Korean-American indie rock musician, Michelle Zauner, is best known as the front woman of the band Japanese Breakfast and author of the New York Times bestselling memoir, Crying in H Mart. At SXSW 2022, Zauner sat down for a Keynote conversation with associate editor of Rolling Stone, Angie Martoccio.
Over the years at SXSW, from first getting signed to a label to now closing out this year's Conference, Zauner remarks on how the event serves as "a special way for me to see how much our band has grown every year." Her SXSW highlight this year? Ordering room service and eating a very excellent club sandwich in bed. (SXSW, it's a marathon and not a sprint, y'all.)
Diving into the creative process, Zauner's modes of expression (i.e. music, writing) are all a type of narrative. Fascinated by the type of storytelling that comes from ordinary life, she never anticipated the caliber of responses for her album Jubilee, with Grammy nominations, and Crying in H Mart landing on bestseller lists.

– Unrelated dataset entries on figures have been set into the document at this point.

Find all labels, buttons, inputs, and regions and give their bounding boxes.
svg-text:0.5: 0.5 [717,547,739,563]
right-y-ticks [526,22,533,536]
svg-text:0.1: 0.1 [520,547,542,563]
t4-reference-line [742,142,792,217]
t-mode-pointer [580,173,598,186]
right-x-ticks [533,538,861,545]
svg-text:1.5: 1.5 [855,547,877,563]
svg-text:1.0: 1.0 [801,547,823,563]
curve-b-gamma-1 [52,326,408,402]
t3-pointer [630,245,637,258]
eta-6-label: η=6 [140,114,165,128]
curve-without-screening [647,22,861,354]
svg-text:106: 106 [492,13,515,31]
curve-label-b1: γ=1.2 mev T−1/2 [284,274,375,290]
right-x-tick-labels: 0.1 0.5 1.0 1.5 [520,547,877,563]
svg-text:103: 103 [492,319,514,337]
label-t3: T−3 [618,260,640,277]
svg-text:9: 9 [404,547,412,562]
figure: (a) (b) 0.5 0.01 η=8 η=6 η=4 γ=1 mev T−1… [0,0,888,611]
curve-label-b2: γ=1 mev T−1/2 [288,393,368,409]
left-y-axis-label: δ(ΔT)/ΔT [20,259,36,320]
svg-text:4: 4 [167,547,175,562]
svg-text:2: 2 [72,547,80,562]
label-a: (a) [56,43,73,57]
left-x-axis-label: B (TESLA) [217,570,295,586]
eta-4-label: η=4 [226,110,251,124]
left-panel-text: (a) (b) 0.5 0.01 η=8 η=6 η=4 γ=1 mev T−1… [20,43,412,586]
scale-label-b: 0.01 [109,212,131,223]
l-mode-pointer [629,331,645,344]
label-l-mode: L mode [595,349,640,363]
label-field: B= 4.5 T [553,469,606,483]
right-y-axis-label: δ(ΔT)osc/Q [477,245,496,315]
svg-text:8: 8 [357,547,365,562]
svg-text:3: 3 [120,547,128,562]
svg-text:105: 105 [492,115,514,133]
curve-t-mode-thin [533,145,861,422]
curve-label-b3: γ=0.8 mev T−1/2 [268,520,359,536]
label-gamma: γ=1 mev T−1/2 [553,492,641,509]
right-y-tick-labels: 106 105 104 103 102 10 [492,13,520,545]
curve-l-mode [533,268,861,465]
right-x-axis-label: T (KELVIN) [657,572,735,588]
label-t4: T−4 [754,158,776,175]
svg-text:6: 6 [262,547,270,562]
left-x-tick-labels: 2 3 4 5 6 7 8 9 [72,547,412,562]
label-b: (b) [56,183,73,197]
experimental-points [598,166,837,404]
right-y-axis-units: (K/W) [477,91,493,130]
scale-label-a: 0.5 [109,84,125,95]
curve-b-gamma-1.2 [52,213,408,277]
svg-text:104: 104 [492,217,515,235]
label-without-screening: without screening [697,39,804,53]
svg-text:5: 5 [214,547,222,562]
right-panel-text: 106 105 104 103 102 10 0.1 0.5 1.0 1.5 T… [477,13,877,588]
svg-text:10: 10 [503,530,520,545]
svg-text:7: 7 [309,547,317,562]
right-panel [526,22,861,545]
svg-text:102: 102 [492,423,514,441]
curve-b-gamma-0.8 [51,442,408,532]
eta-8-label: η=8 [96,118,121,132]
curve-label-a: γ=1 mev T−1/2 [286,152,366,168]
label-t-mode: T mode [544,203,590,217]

“I feel like something that all of my work kind of has in common is just the way that ordinary things move me and finding the story in that."
With an unabated passion for music, Zauner started off with influences that were geared more towards classic rock like Led Zeppelin because “that’s what people who like music listen to.” Growing up in Oregon, she honed her own taste and became an avid listener of regional indie rock, specifically from the Pacific Northwest. As for her female influences, Zauner recalls the memory of her childhood friend and their DVD of the American rock band Yeah Yeah Yeahs. Watching the band's front woman Karen O., she was exhilarated to see someone who was also half-Korean doing everything her mom told her not to do.
Jubilee is the artist's third album, the one where "it's the first album you can really start to think about your catalog as an artist." Zauner would look to records she loved that were third albums and the perfect third record for her is Björk's Homogenic. Her admiration of artists like Björk and Kate Bush stem from how they are these totally bizarre artists that can still make a massive appeal while making pop music completely on their own terms.
“I just really wanted to find what was bizarre and weird about my particular style of songwriting and lean into that as much as possible.”
During the time that Zauner was working her corporate “cool” job, mixing the album Psychopomp, and going to H Mart, she was writing an essay. An essay that in the beginning she thought was a cute story “like Julia & Julia, Korean-style,” she realized that there was a lot in it and much was uncovered that needed to be written about. In that time she started to send out her essay to any and all literary contests with free entries. Without realizing that she even submitted it to Glamour Magazine, Zauner received notice she won essay of the year with Real Life: Love, Loss, and Kimchi. This life-changing moment led her to quit her day job and the essay eventually made its way as a reworked, stand-alone piece to Michael Aggard of the New Yorker. Thus, Crying in H Mart was born.
Zauner notes that non-fiction writing was never a want in her time studying creative writing. She was never interested in having to explain her whole life before getting to any type of real narrative. "But then once my mom died, it was just like this very organic thing that it felt very necessary for me to write about." The writing helped her grieve and learn so much about her mom because "when you're writing, you're taking a magnifying glass to all these pieces of someone and so you gain such a deep appreciation and a deeper understanding in some way of that person."
When asked why she thinks so many people can relate to Crying in H Mart and how she feels about it, Zauner explains that although people might look at it as a niche book because she's an Asian writing her story, that it "...isn't an Asian story. It's a story about a mother and daughter. It's a story about grief. It's a story about memory."
Crying in H Mart is soon to be adapted into film. With so much more to come, she notes looking forward to getting better at her craft and that she even aspires to move to Korea to learn the language. Michelle Zauner is just getting started.
Watch the entire 2022 Keynote of Michelle Zauner in conversation with Angie Martoccio. Explore more from SXSW 2022 on our official YouTube Channel.